59

On my current project, I've felt the need to create a sort of simulated callback system in Java using reflection. However, I'm having issues getting my reflection to actually function. The code at fault follows:

public Callback(Object parentObj, String methodName, Class<?>...parameters)
{
    if(parentObj == null)
        throw new IllegalArgumentException("parentObj cannot be null", new NullPointerException());

    Class<?> clazz = parentObj.getClass();

    // Trace debugging, see output
    for(Method m : clazz.getDeclaredMethods())
        if(m.getName().equals("myMethod")) System.out.println (m);

    try { this.method = clazz.getMethod(methodName, parameters); }
    catch(NoSuchMethodException nsme) { nsme.printStackTrace(); } // Exception caught
    catch(SecurityException se) { se.printStackTrace(); }

    this.parentObj = parentObj;
    this.parameters = parameters;
}

When I construct the Callback object, I'm using syntax like this:

new Callback(this, "myMethod", boolean.class)

When I try to create my pseudo-callback, it hits the NoSuchMethodException catch block. I've included some trace debugging above to show the output of one of my methods failing. The output:

private void my.package.MyClass.myMethod(boolean)
java.lang.NoSuchMethodException: my.package.MyClass.myMethod(boolean)
    at java.lang.Class.getMethod(Class.java:1605)
    at my.package.other.Callback.<init>(Callback.java:63)

I couldn't figure the problem out, so I started hunting, to little avail. The best I could find was mention of versioning conflict between the compiled JAR and the runtime. However, MyJar.jar/META-INF/MANIFEST.MF contains Created-By: 1.6.0_02 (Sun Microsystems Inc.). My IDE is running C:\Program Files\Java\jdk1.6.0_02\bin\javac.exe to compile my project. I'm using C:\Program Files\Java\jdk1.6.0_02\bin\java.exe to run my JAR.

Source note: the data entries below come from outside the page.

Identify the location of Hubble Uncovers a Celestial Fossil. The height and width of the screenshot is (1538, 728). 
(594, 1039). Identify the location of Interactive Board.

I'm at a loss why Class.getMethod is claiming the method doesn't exist, but Class.getMethods seems to have no problem finding it. Help? :(

3
  • 1
    That's why you don't rely on Reflection, which is unreliable at best. Commented Jul 8, 2010 at 2:27
  • I wouldn't say it's unreliable, but it can be complicated and inefficient. Commented Jul 8, 2010 at 2:30
  • 1
    It's certainly less reliable than something your compiler can prove is correct. :-) Commented Jul 8, 2010 at 2:37

4 Answers 4

127

Your method is private but getMethod() only returns public method.

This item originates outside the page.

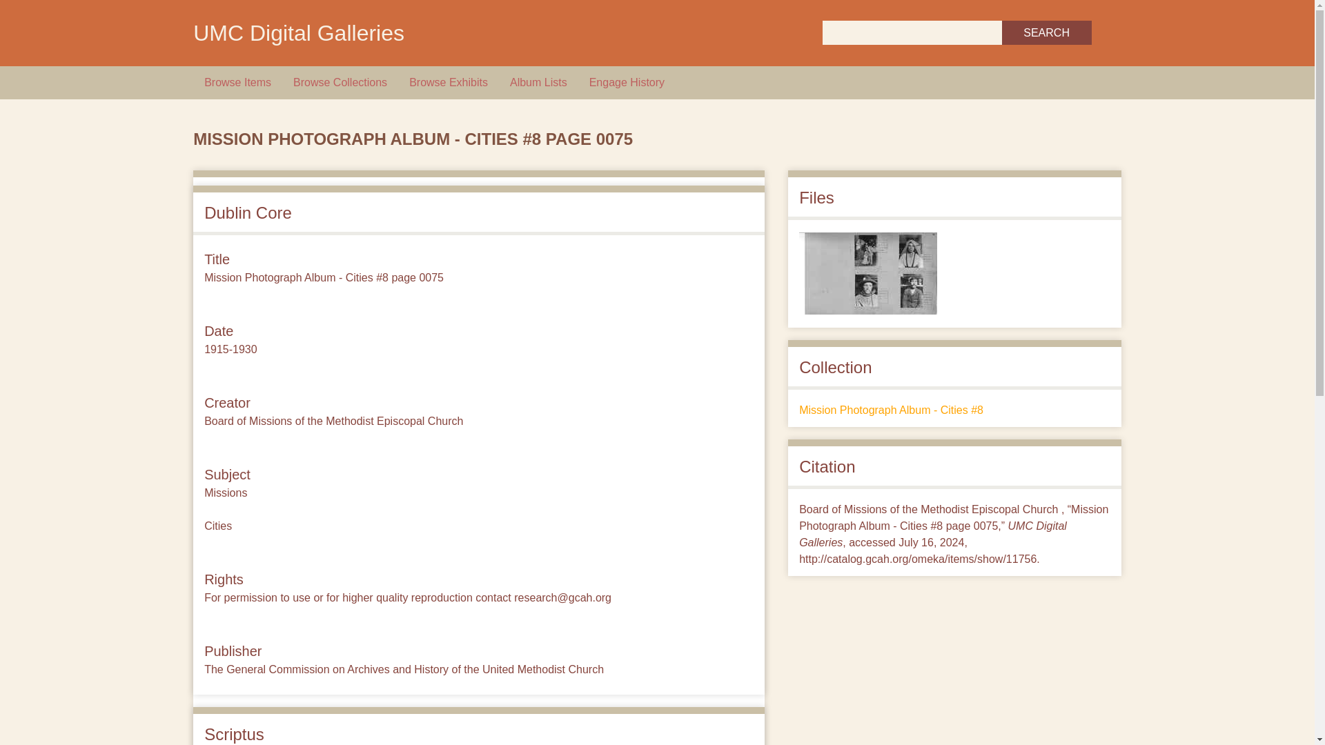 This screenshot has height=745, width=1325. I want to click on Engage History, so click(627, 83).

You need to use getDeclaredMethod().

Sign up to request clarification or add additional context in comments.

5 Comments

Yes! This fixes the problem without forcing me to use public methods. Thanks!
3 years later... That makes a lot of sense in my case. Although I started reading the documentation for both methods at docs.oracle.com/javase/1.5.0/docs/api/java/lang/…, java.lang.Class...) and they don't mention such information. Maybe you looked into the code? Good for you. +1
Was banging my head on the wall for 2 hours straight. Thanks man !
Awesome naming conventions java... how about getPrivateMethod .. lordy
This helped me but in reverse. I had a public method I was trying to call with getDeclaredMethod(), and it didn't find it. Swapped over to getMethod() and it works
8

You need the parameter list to be absolutely correct for the method you want for the call to succeed.

I've found that tiny steps are important when doing reflection because the compiler doesn't help. Write a small snippet which actually invokes exactly the method you want to in this particular case, and then when that works, generalize it into the framework here. I would focus on the parameters passed.

1 Comment

This was the issue in my case. I wasn't providing types of parameter for the method I wanted to get. My code before looked like Method method = SearchApiController.class.getMethod("searchPost") but my method was taking bunch of parameters which I missed specified while getting it via reflection. My code after worked like a charm. Method method = SearchApiController.class.getMethod("searchPost", String.class, SearchQuery.class, String.class, String.class, String.class);
5

The Javadoc for getMethod isn't explicit, but it looks like it might throw a NoSuchMethodException for methods that aren't public, and your method is private.

1 Comment

Yup, that's it. Your suggestion had me pour through the source code for Class. getMethod calls (private) getMethod0. getMethod0 calls privateGetDeclaredMethods(true), where true is "publicOnly"
0

The versioning issue that can cause NoSuchMethodException isn't a difference between the compiler versions. It's a difference in the version of (in your case) MyClass at compile time versus runtime.

Since you're using reflection you issue might have nothing to do with versioning, though. Certainly that would not explain different behavior between getMethod and getDeclaredMethods, because you're running them against the same Class instance, hence a version difference isn't really possible.

Are you sure that the parameters match your actual method?

Comments

Your Answer

By clicking “Post Your Answer”, you agree to our terms of service and acknowledge you have read our privacy policy.

Start asking to get answers

Find the answer to your question by asking.

Ask question

Explore related questions

See similar questions with these tags.